You have moments of genuine presence. Real ones. The ordinary world becomes extraordinarily vivid, the thinking mind quiets, and something simply is — open, alive, complete.
And then, reliably, the mind notices. It notices that presence is here. And the moment it notices, it reaches for it. It tries to hold the experience in place, to extend it. And in that reaching — in that grasping for what was here a moment ago — the experience shifts. The aliveness dims. The openness contracts. What was natural becomes effortful.
This is not a failure of practice. This is the mind doing exactly what minds do. Understanding why it happens changes the entire relationship to practice.
Presence is not a state. This is the misunderstanding that drives the entire painful cycle.
We treat presence as a particular quality of experience that arrives and departs — something we access or lose. From this perspective, the spiritual project is to have more of those moments and fewer contracted, ordinary ones.
But the moments we call moments of presence are not moments in which a special ingredient called presence was added to experience. They are moments in which the habitual noise of the managing mind was temporarily absent — and in that absence, what remains is apparent. What remains is the bare fact of being here. Which was always here. Which is always here.
Presence isn't something you enter. It's what's left when you stop leaving.
If presence is a state, then its absence is a problem. If presence is the ground, then its apparent absence is simply a moment in which the ground has been overlooked — not lost, not departed, simply not noticed in the noise of whatever else was happening.
You cannot try to be present. Trying is itself an absence of presence.
This is the paradox every serious practitioner eventually encounters, usually after years of earnest effort have failed to produce the sustained presence they were aiming for.
Trying to be present requires an observer who is trying — a separate subject doing the work of being present to the object of experience. But genuine presence is not a subject-object relationship. It is the collapse, even briefly, of the sense that there is a separate one who is doing the experiencing.
When you try to be present, you are — by the very structure of trying — reinforcing the sense of a separate one who is trying. And that reinforcement is precisely the contraction that is keeping the natural presence from being apparent.
This is why the harder you try to hold onto presence, the faster it slips away. The holding is itself the forgetting. What is effortless cannot be maintained through effort — the maintenance itself destroys the effortlessness.
If trying doesn't work, and if presence cannot be maintained through effort, then what?
Notice what is already here before the effort begins. Not presence as a special quality. Just this: the fact of being here. The hearing of sound. The sensation of the body. The awareness of reading, thinking, feeling — simply happening, without anyone managing it.
This is so ordinary that the seeking mind consistently dismisses it. It cannot be the thing, the mind says, because it's not special enough. It doesn't have that quality of luminosity, of arrival.
And yet this — this bare, ordinary, utterly unexceptional fact of being here — is exactly what was present in those luminous moments, minus the story the mind subsequently built around them. The story was not the presence. The presence was the presence. And the presence is here now.
The ordinary moment, fully received, is the extraordinary moment you've been waiting for.
If effort makes things worse, does practice still have a role? Yes. But the role shifts.
Practice is not for producing presence. Presence doesn't need to be produced. Practice is for creating conditions in which the habitual noise that obscures the recognition of presence is given less energy. It is a way of gradually reorienting attention — from its fixation on the contents of experience to the awareness in which those contents appear.
Done well, practice has a quality of ease — of allowing rather than doing, of opening rather than achieving. The formal practice session is a concentrated opportunity for that quality to become familiar. The real test is whether it bleeds into ordinary life — into the quality of attention brought to a conversation, a meal, the simple act of walking from one room to another.
Practice succeeds when it becomes unnecessary.
Not because you have achieved a state that doesn't require maintenance. But because the recognition of what's always here has stabilised to the point where there is no longer a project of returning to it — only, increasingly, the simple recognition of having never actually left.
It will happen again. Presence will seem to slip away. The mind will get loud, the contraction will reassert itself, the sense of being a separate person in a difficult world will return with its full convincing weight.
When this happens: don't add effort. Don't add a practice. Simply notice — as simply and as honestly as possible — that this is what is happening right now. Contraction is happening. The mind is loud. The body feels defended.
That noticing — simple, non-judgmental, completely unglamorous — is itself presence. Not the luminous, expansive presence you're nostalgic for. But the bare, immediate, utterly reliable presence available in every moment, including and especially the contracted ones.
Presence is not the absence of contraction. It is the awareness of contraction — and that awareness is never itself contracted.
That awareness — the one that notices the difficult moment — is exactly what you've been seeking. It's been here the whole time, in every moment of apparent loss, waiting to be recognised as the thing it was mistakenly looking for.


> Exercise objective: Which lines in the records below mention the word "Output"? Copy each one out.

> Raw data:

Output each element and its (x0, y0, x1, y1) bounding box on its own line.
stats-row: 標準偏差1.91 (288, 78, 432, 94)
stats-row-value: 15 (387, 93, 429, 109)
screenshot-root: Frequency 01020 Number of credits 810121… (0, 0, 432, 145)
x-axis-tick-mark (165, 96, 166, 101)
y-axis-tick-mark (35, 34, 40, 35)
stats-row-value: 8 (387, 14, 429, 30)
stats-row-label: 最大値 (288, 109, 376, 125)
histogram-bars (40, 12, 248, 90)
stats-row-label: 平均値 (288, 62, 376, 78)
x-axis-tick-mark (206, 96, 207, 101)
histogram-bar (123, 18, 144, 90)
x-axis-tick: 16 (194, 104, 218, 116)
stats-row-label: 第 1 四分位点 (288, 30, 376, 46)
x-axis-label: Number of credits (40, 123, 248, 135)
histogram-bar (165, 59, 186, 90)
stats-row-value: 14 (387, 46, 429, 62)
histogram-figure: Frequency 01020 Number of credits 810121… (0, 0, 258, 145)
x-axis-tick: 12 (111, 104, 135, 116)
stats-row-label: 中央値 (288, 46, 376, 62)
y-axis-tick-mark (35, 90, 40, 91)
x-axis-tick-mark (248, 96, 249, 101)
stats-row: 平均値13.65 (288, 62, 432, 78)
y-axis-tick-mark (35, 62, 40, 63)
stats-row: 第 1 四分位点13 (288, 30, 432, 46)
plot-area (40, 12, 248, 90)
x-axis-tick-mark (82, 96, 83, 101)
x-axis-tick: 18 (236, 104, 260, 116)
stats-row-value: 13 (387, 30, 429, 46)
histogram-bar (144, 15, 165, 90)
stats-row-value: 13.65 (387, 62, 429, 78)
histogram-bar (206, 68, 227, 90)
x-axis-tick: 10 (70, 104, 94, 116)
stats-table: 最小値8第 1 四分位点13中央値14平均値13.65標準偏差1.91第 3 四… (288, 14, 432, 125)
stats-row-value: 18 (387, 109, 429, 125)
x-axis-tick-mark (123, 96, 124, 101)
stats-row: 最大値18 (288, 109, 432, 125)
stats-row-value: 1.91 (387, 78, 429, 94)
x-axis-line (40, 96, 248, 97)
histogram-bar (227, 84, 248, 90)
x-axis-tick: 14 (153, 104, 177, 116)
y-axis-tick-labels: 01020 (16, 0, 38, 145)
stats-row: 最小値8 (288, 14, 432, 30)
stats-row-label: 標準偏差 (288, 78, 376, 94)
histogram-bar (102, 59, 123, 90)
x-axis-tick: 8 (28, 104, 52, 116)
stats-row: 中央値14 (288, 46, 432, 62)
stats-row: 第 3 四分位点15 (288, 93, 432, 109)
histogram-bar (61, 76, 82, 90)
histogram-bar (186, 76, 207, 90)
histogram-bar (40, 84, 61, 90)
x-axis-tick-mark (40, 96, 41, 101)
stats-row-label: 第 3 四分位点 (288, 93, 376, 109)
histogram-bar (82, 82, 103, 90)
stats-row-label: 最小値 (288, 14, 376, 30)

--

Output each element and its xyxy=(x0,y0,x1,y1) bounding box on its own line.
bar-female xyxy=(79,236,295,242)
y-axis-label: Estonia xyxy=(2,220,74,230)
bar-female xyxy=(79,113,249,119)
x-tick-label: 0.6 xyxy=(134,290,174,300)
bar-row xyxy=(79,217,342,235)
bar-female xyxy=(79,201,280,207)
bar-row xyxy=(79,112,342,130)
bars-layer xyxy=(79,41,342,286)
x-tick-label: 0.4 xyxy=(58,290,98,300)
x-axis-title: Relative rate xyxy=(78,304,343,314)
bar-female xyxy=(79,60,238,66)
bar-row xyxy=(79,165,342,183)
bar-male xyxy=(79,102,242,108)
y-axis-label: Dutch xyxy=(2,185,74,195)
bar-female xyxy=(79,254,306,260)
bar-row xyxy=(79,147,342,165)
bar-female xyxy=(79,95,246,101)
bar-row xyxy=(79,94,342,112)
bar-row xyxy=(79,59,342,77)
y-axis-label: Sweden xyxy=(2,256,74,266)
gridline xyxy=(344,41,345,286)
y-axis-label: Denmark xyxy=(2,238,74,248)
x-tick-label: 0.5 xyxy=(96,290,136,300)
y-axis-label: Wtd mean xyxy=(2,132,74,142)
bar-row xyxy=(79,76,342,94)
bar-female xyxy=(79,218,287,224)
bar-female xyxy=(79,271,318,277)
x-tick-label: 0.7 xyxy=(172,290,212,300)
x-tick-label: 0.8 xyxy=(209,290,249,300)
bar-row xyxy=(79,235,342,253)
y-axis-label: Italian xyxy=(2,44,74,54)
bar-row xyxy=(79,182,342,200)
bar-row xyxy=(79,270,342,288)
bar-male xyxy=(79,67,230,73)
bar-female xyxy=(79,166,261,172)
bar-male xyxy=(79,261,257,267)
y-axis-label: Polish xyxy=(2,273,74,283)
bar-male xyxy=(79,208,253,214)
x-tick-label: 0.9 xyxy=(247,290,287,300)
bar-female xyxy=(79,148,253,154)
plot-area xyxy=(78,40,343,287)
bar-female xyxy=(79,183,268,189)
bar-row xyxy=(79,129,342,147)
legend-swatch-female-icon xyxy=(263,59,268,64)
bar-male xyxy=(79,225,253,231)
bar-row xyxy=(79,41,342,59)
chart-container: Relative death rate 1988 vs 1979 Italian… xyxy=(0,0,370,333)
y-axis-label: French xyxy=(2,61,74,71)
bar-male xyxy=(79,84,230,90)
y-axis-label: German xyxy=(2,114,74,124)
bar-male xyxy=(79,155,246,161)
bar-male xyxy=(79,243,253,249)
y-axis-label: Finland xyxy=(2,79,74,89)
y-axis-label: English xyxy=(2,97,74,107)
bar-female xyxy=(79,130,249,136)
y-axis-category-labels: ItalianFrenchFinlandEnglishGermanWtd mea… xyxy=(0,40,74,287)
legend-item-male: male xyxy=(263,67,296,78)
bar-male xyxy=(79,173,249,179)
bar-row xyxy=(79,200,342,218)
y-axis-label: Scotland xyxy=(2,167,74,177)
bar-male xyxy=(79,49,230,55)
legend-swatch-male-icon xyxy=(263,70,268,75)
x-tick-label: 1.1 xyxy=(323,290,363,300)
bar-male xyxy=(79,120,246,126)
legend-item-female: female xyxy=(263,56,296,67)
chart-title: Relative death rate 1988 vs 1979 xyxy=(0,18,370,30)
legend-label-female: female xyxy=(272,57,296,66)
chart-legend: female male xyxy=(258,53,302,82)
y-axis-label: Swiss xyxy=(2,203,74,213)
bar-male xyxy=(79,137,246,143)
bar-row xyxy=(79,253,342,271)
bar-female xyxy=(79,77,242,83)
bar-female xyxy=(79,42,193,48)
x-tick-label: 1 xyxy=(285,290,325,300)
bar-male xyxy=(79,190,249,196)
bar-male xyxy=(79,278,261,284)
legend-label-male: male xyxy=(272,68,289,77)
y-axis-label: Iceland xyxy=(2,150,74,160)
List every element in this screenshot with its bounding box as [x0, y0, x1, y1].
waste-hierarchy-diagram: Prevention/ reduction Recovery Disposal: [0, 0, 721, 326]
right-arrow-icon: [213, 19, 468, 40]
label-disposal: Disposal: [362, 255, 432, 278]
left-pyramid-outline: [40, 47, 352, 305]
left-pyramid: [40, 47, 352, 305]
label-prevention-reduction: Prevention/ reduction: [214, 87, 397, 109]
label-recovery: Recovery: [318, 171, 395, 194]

> Reply:
Output each element and its (x0, y0, x1, y1) bounding box on its own line.
Output each element and its xyxy=(x0,y0,x1,y1) bounding box on its own line.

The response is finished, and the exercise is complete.